In his letter to city mayors, the 45-year-old said he was "a citizen very much aware of our times", which he argued offer "limited opportunities" to the young and generate "violent" and "systematic" injustices.
He said he felt obliged to speak up "at a time when our country faces difficult choices" and that the current economic uncertainty gave him "a sense of my responsibility".
He added that getting the 500 mayors to sign up to his message on housing and poverty "would allow me to send a simple but clear message: a message of truth and respect".
Cantona said he "chose the housing issue as it seems to me to be essential and concerns 10 million people".
"I had to act at a time when I was likely to be heard." The presidential election will start in April, with a second round set for May.
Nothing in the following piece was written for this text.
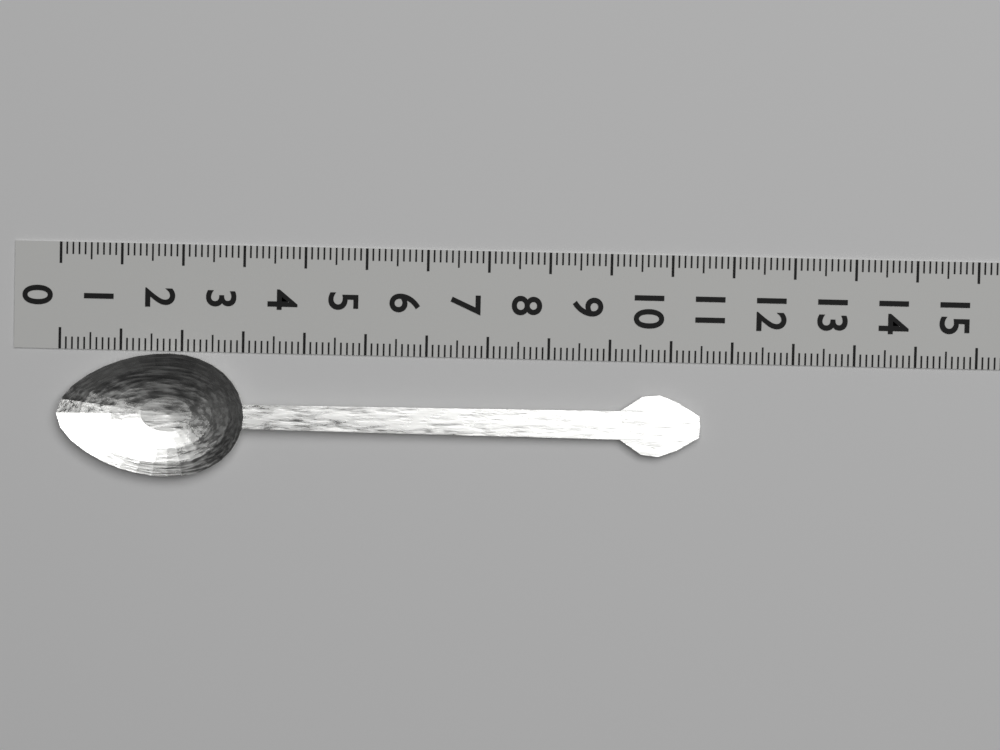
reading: 10.5 (no unit)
Centre-right President Nicolas Sarkozy of the UMP party has been trailing Socialist rival Francois Hollande in opinion polls.
Cantona played for Manchester United from 1992 to 1997 and was known for both his genius and ill-discipline, as well as his often colourful and incomprehensible remarks.
Late in 2010 he entered the political and economic fray, urging compatriots to withdraw cash en masse as a way to bring banking to its knees -- although it emerged that his actress wife had appeared in a TV bank advert.
French and European politicians and bankers condemned Cantona as irresponsible, naive and misguided, and his call to action was not taken up.
Considered one of the greats of the game, Cantona retired from professional football in 1997 and has since turned to acting, notably in director Ken Loach's "Looking For Eric".
Finance Minister Francois Baroin said as a mayor he would not back the bid and preferred "the Cantona who looks after housing to the Cantona who told the French to withdraw their money from the banks in order to cause a disaster." Junior Housing Minister Benoist Apparu disputed Cantona's figure of 10 million poorly housed people, telling BFM-TV there were only 3.5 million but admitting: "That's already a thousand times too many." Patrick Doutreligne of the Abbe-Pierre Foundation for Housing for the Underprivileged, of which Cantona is a patron, told AFP the footballer did not actually expect or want to be the next president of France.
"He will indeed seek 500 signatures, not for the election but so that housing is a priority. So that the mayors sign-up to the foundation's call for mobilisation, so that housing is the campaign's main theme," Doutreligne said.
"You need a spur like Cantona to give housing the place it deserves in this campaign," Doutreligne said.
One of Cantona's most-famous moments was when he launched a flying kung-fu style kick and several punches at a fan as he was sent off during a 1995 match.
After the match, he famously told journalists: "When the seagulls follow the trawler, it's because they think sardines will be thrown into the sea."